Carborro amends mid-year final exam mandate in response to petition

“I highly respect our Carrboro High staff, but I am downright ashamed.”

“Announcing a change like this in the middle of the year without notice is not only ridiculous but unprofessional.”

“The implementation and communication of this policy were a complete failure.”

     These are just a few of the reactions from disgruntled Carrboro High School community members who signed the “Rescind the Belated Final Exam Policy” petition. The initiative was launched in February in response to school administration announcing that final exams would be mandatory and worth 20 percent of students’ overall class grades, effective immediately. That change would have replaced Carrboro’s previously nonexistent final exam requirement and aligned their policy with the other Chapel Hill-Carrboro City high schools, had it not been amended.

     Seven weeks and 700 petition signatures after the initial policy update, school administration yielded. In an email to all Carrboro High School parents, teachers and students, Principal Helena Thomas thanked the community for their feedback and announced, “Students will be held harmless for the 2023-2024 school year, meaning their overall grade can only increase, not decrease, due to taking a required teacher-made final exam.”

     Carrboro junior, Alexander Kwok, and his mother, Melinda Manning, who created the petition, said they were surprised by how much support they received.

     “We didn’t know what to expect. People seem to have a very short attention span nowadays. They get upset about things, but that can fizzle quickly. But, when so many people started signing so quickly, and not just signatures, but comments too, we knew we touched a nerve,” Manning said.

     With an enrollment of fewer than 900 students, Carrboro is the smallest school in CHHCS – making the flurry of comments and 700 signatures even more impressive. 

     “It’s one thing just making a petition, but having hundreds of people sign is huge,” Kwok said. “We created the platform, but change only happened because of the people.”

     Although both Manning and Kwok consider the recent policy update to be a “fair compromise,” achieving it was not entirely straightforward. Kwok, a member of the CHCCS Student Equity and Empathy Ambassadors, initially tried to broach the subject at their monthly meeting.

     “[Carrboro’s] principal, Dr. Thomas, came to our meeting, but when I tried to discuss final exams with her, I didn’t receive any concrete feedback. They didn’t choose to comment on the topic; they just avoided my question, which made me pretty upset at the time,” Kwok said. 

     However, when he took the issue home, his mother’s law background proved to be a valuable asset in developing his argument.

     “The process of getting a law degree really changes your thinking and how you analyze issues,” Manning said. “When Alex came home and got into the policy change, my mind immediately jumped to the idea that, although a syllabus isn’t a legal contract, [Carrboro High School] was basically violating an agreement with their students.”

     In the reasoning for their petition, Manning and Kwok argue that “late changes to syllabi that are punitive to students go against the concept of a syllabus as a good faith agreement,” and reference the grading policy listed in Carrboro’s 2023-2024 school handbook.
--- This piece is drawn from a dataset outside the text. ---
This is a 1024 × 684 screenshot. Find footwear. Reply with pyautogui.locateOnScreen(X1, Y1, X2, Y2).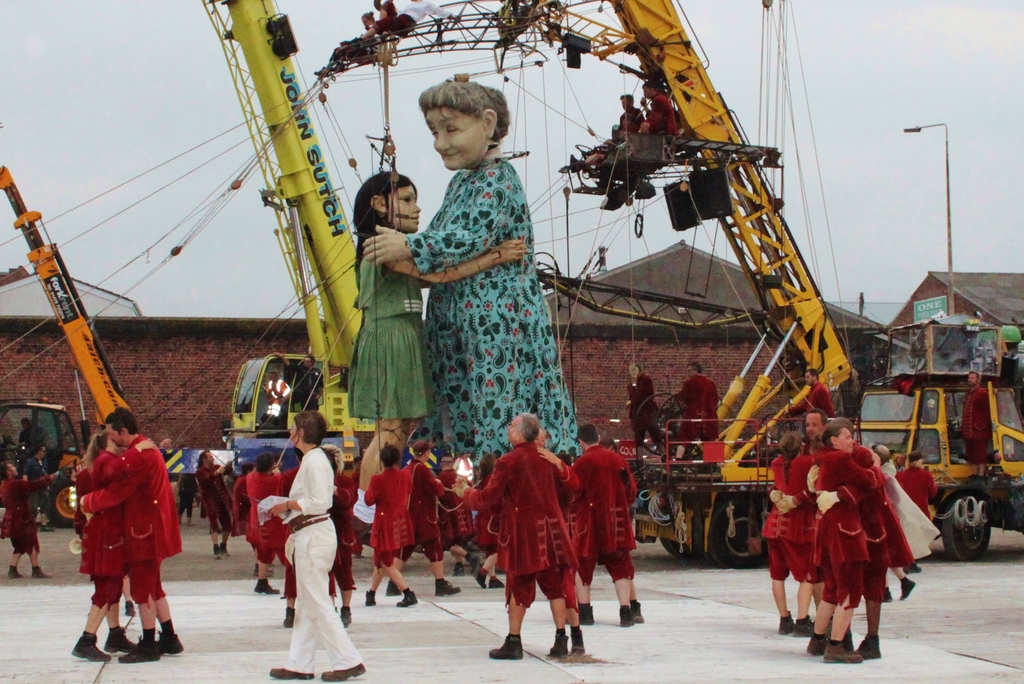
pyautogui.locateOnScreen(155, 633, 180, 658).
Manning says that she wouldn’t have been prepared to make the petition if she had a different background.

     Christian Cabrera, Carrboro’s student body president, saw that many students and teachers were unhappy when final exams were made a requirement, but he personally believes that it was a necessary change.

     “Now, people are just going to go and guess on the whole exam because it can’t hurt your grade. People are definitely going to get a little bit lazy,” Cabrera said. 
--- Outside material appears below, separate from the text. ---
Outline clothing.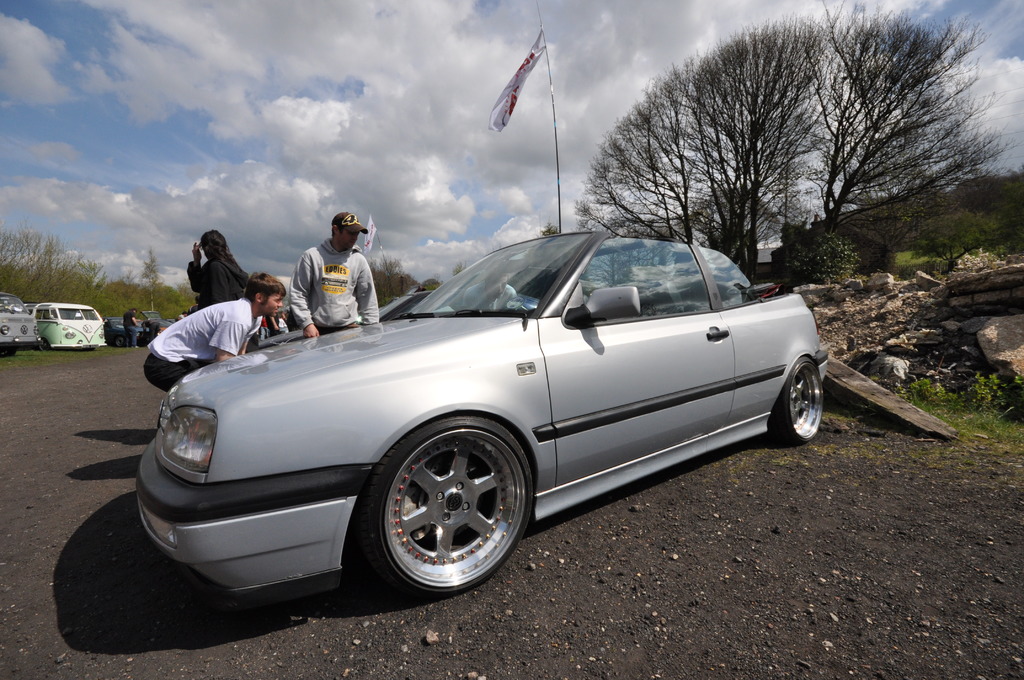
Outline: bbox(125, 315, 137, 345).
     Despite his opinion, Cabrera still signed the petition, because he “felt it was most representative of the students.”

     Andrew Chin, a junior at East Chapel Hill High School, also favors a standardized final exam policy for all schools in the district.

     “Depending on the class and final exam requirements, I may study for up to 10 hours leading up to a final. It is a little frustrating that Carrboro’s students won’t have to put in as much work to get the same grade as me,” Chin said. “Softening the policy was well-intentioned, but it doesn’t translate to the real world. You won’t get rewarded for not trying.”

     However, despite their focus on rescinding this year’s final exam requirement, Kwok said that he “personally wouldn’t mind having tests in future years,” which Manning agrees with. Her only suggestion would be to withhold end-of-year exams for Advanced Placement classes because they “already have a built-in final test.” Going forward, the pair aims to hold school administration accountable.

     “The bigger, ongoing issue is the lack of communication. The first [final exam] policy change was only announced in an assembly, and the information felt almost hidden from parents,” Kwok said.

     Manning added to his statement. 

     “There needs to be more transparency. The administration obviously has to make big decisions, but they should be taking input. I mean, effective communication is a two-way street,” she said.

     Whether or not Carrboro maintains their current final exam policy in future years remains to be seen. When reached to request clarification, the school’s administration declined to comment.